Hello, I’m Attorney Gloria Allred

As mainstream news loses its relevance, Allred becomes only more relevant to mainstream news. She’s provided thousands of hours of titillating material that has helped keep cable networks from grinding to a halt. The players come and go. Past clients like Amber Frey and Tiger Woods Mistress No. 1 Rachel Uchitel slip back into obscurity. Scott Peterson rots disregarded on death row in San Quentin, and Woods’s sexual escapades no longer mesmerize. But Allred retains her significance. There are always new victims to premiere and promote, new serial sexual harassers or psychopaths to square off against. In this spectacle of scandal, grisly murder, and celebrity wrongdoing, Allred has made herself the stage manager, the content provider, the indispensable performer.

The Rankings

Financial workers engage in a gambling scheme that mirrors the contemporary banking crisis.

"Word spread. Other people approached us about joining the pool. At first we were angry that he told on us, but in the end it really was because of him that we got as rich as we did. Harrison and I decided to back the bids ourselves and open up to outsiders. We gave Steve partial ownership in the venture—not a whole third, of course. Our favorite sniffling over-sharer picked up the slack from our actual jobs, which let us dedicate more time to the rankings without getting fired ourselves."

The Spy's Kid

The son of Jim Nicholson, a former CIA agent convicted of espionage, follows in his father’s footsteps.

  1. Part 1: Nathan Nicholson follows his father into the spy game.

  2. Part 2: The son begins passing notes from his dad to eager Russian operatives.

  3. Part 3: Nathan jets to exotic locales to collect envelopes stuffed with money.

  4. Part 4: FBI agents are waiting on Nathan Nicholson’s doorstep.

  5. Part 5: Nathan must decide whether to betray his spymaster father.

  6. Part 6: Father and son see each other for the first time in more than a year — inside a courtroom.

  7. Profile: Twice a turncoat, Jim Nicholson sold U.S. secrets to the Russians, then used his son as a courier.

After the death of Jack Kevorkian, Lawrence Egbert is the new public face of American assisted suicide

A profile of the Final Exit Network’s former medical director:

In those final seconds before his patients lose consciousness and die, the words they utter sound like Donald Duck, he says, imitating the high-pitched, nasally squeak familiar to any child who has sucked a gulp from a helium balloon. So, this is how a human being can leave this Earth? Sounding like Donald Duck?

The Destructors

A group of children transfix themselves with the mania of creative destruction.

"'All this hate and love,' he said, 'it's soft, it's hooey. There's only things, Blackie,' and he looked round the room crowded with the unfamiliar shadows of half things, broken things, former things."

Hello

A couple shakes off an argument with a conversation about dreams, nightmares, free association games, and a haunting childhood memory.

"Probably this happened. This is likely how the day had been going. But Audrey cannot fully retrieve the events of that day, cannot quite remember what the day was like until the frantic knocking on the window, the crunching of the snow, the three of them running down the hall into the big family room to see their father opening the front door, their mother reaching for the phone. The big room no longer warm, despite the fire. Audrey no longer cozy, but shivering."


- Exercise
Give the records back exactly as written, but without the images.

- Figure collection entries
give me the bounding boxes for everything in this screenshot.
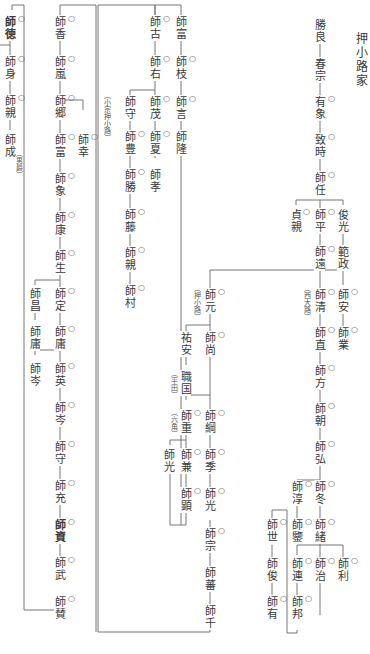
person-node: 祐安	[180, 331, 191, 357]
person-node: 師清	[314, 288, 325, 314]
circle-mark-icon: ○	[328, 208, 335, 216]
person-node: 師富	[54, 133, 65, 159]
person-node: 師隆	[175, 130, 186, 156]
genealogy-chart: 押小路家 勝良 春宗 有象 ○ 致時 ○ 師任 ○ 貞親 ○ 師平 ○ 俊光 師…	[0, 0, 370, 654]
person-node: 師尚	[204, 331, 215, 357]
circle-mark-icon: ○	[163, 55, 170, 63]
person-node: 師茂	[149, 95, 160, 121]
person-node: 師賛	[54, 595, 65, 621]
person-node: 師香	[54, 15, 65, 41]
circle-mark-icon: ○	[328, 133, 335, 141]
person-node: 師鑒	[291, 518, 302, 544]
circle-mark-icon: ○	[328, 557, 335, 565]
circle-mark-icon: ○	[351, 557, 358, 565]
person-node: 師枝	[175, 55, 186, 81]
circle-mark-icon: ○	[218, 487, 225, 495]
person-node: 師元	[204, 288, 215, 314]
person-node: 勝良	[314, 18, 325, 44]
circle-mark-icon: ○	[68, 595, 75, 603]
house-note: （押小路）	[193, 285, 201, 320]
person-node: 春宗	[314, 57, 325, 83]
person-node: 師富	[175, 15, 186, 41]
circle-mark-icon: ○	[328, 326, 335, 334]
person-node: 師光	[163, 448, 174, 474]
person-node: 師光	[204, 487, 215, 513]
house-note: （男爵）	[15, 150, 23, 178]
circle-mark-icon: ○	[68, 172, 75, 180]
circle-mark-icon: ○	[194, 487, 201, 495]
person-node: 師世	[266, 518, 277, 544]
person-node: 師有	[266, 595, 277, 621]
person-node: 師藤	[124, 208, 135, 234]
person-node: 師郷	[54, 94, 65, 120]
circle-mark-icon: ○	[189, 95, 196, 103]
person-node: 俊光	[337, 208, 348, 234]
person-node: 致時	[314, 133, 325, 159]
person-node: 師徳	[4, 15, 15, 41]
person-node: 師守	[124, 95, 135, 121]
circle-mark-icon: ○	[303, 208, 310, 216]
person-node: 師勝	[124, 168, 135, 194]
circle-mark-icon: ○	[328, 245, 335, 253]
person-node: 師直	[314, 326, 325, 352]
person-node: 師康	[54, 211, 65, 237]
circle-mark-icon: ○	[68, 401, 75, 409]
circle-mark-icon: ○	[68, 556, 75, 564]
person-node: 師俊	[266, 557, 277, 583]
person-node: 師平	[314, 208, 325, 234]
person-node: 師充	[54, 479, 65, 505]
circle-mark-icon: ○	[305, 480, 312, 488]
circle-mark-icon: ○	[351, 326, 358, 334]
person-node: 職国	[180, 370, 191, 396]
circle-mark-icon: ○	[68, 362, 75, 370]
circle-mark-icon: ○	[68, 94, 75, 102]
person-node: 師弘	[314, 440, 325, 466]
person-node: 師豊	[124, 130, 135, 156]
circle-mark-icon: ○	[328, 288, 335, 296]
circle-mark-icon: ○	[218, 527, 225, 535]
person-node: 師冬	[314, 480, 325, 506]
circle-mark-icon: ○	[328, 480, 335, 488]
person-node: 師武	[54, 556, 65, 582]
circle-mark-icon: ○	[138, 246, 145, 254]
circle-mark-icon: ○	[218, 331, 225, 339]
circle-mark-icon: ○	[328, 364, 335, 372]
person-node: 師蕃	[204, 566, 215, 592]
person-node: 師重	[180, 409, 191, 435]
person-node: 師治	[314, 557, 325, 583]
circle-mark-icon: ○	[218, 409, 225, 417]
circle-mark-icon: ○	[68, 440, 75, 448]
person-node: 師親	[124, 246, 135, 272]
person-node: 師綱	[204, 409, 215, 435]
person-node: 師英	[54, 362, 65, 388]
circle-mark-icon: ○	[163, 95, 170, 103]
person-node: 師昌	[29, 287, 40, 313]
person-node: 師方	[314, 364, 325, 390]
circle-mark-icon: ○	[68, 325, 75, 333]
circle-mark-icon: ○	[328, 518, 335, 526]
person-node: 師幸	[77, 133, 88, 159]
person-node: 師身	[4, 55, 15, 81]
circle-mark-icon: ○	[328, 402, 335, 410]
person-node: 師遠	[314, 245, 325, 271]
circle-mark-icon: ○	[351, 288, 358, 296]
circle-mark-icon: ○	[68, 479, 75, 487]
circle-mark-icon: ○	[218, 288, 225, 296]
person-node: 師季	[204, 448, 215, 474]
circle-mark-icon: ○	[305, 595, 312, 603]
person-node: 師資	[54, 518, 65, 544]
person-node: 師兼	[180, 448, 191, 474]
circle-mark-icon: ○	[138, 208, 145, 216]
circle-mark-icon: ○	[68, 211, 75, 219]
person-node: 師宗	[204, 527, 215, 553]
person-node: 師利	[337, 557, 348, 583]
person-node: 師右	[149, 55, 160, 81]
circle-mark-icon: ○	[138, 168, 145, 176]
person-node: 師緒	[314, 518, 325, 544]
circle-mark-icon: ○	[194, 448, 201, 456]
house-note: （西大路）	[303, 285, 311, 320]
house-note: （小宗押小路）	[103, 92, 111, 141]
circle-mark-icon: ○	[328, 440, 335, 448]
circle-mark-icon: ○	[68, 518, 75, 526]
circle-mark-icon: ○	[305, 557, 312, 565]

- Solution to the exercise
give me the bounding boxes for everything in this screenshot.
person-node: 祐安	[180, 331, 191, 357]
person-node: 師清	[314, 288, 325, 314]
circle-mark-icon: ○	[328, 208, 335, 216]
person-node: 師富	[54, 133, 65, 159]
person-node: 師隆	[175, 130, 186, 156]
genealogy-chart: 押小路家 勝良 春宗 有象 ○ 致時 ○ 師任 ○ 貞親 ○ 師平 ○ 俊光 師…	[0, 0, 370, 654]
person-node: 師尚	[204, 331, 215, 357]
circle-mark-icon: ○	[163, 55, 170, 63]
person-node: 師茂	[149, 95, 160, 121]
person-node: 師賛	[54, 595, 65, 621]
person-node: 師香	[54, 15, 65, 41]
circle-mark-icon: ○	[328, 133, 335, 141]
person-node: 師鑒	[291, 518, 302, 544]
circle-mark-icon: ○	[328, 557, 335, 565]
circle-mark-icon: ○	[351, 557, 358, 565]
person-node: 師枝	[175, 55, 186, 81]
circle-mark-icon: ○	[218, 487, 225, 495]
person-node: 師元	[204, 288, 215, 314]
person-node: 勝良	[314, 18, 325, 44]
circle-mark-icon: ○	[68, 595, 75, 603]
house-note: （押小路）	[193, 285, 201, 320]
person-node: 春宗	[314, 57, 325, 83]
person-node: 師富	[175, 15, 186, 41]
circle-mark-icon: ○	[328, 326, 335, 334]
person-node: 師光	[163, 448, 174, 474]
person-node: 師光	[204, 487, 215, 513]
house-note: （男爵）	[15, 150, 23, 178]
circle-mark-icon: ○	[68, 172, 75, 180]
circle-mark-icon: ○	[194, 487, 201, 495]
person-node: 師世	[266, 518, 277, 544]
person-node: 師有	[266, 595, 277, 621]
person-node: 師藤	[124, 208, 135, 234]
person-node: 師郷	[54, 94, 65, 120]
circle-mark-icon: ○	[189, 95, 196, 103]
person-node: 俊光	[337, 208, 348, 234]
person-node: 致時	[314, 133, 325, 159]
person-node: 師徳	[4, 15, 15, 41]
person-node: 師守	[124, 95, 135, 121]
circle-mark-icon: ○	[303, 208, 310, 216]
person-node: 師勝	[124, 168, 135, 194]
circle-mark-icon: ○	[328, 245, 335, 253]
person-node: 師直	[314, 326, 325, 352]
person-node: 師康	[54, 211, 65, 237]
circle-mark-icon: ○	[68, 401, 75, 409]
circle-mark-icon: ○	[68, 556, 75, 564]
person-node: 師俊	[266, 557, 277, 583]
person-node: 師平	[314, 208, 325, 234]
person-node: 師充	[54, 479, 65, 505]
circle-mark-icon: ○	[305, 480, 312, 488]
circle-mark-icon: ○	[351, 326, 358, 334]
person-node: 職国	[180, 370, 191, 396]
circle-mark-icon: ○	[68, 362, 75, 370]
circle-mark-icon: ○	[68, 94, 75, 102]
person-node: 師弘	[314, 440, 325, 466]
person-node: 師豊	[124, 130, 135, 156]
circle-mark-icon: ○	[328, 288, 335, 296]
circle-mark-icon: ○	[218, 527, 225, 535]
person-node: 師冬	[314, 480, 325, 506]
circle-mark-icon: ○	[328, 480, 335, 488]
person-node: 師武	[54, 556, 65, 582]
circle-mark-icon: ○	[138, 246, 145, 254]
circle-mark-icon: ○	[218, 331, 225, 339]
circle-mark-icon: ○	[328, 364, 335, 372]
person-node: 師蕃	[204, 566, 215, 592]
person-node: 師重	[180, 409, 191, 435]
person-node: 師治	[314, 557, 325, 583]
circle-mark-icon: ○	[218, 409, 225, 417]
circle-mark-icon: ○	[68, 440, 75, 448]
person-node: 師親	[124, 246, 135, 272]
person-node: 師綱	[204, 409, 215, 435]
person-node: 師英	[54, 362, 65, 388]
circle-mark-icon: ○	[163, 95, 170, 103]
person-node: 師昌	[29, 287, 40, 313]
person-node: 師方	[314, 364, 325, 390]
circle-mark-icon: ○	[68, 325, 75, 333]
circle-mark-icon: ○	[328, 518, 335, 526]
person-node: 師幸	[77, 133, 88, 159]
person-node: 師身	[4, 55, 15, 81]
circle-mark-icon: ○	[328, 402, 335, 410]
person-node: 師遠	[314, 245, 325, 271]
circle-mark-icon: ○	[351, 288, 358, 296]
circle-mark-icon: ○	[68, 479, 75, 487]
circle-mark-icon: ○	[218, 288, 225, 296]
person-node: 師季	[204, 448, 215, 474]
circle-mark-icon: ○	[305, 595, 312, 603]
person-node: 師資	[54, 518, 65, 544]
person-node: 師兼	[180, 448, 191, 474]
circle-mark-icon: ○	[138, 208, 145, 216]
circle-mark-icon: ○	[68, 211, 75, 219]
person-node: 師宗	[204, 527, 215, 553]
person-node: 師利	[337, 557, 348, 583]
person-node: 師右	[149, 55, 160, 81]
circle-mark-icon: ○	[138, 168, 145, 176]
person-node: 師緒	[314, 518, 325, 544]
circle-mark-icon: ○	[194, 448, 201, 456]
house-note: （西大路）	[303, 285, 311, 320]
house-note: （小宗押小路）	[103, 92, 111, 141]
circle-mark-icon: ○	[328, 440, 335, 448]
circle-mark-icon: ○	[68, 518, 75, 526]
circle-mark-icon: ○	[305, 557, 312, 565]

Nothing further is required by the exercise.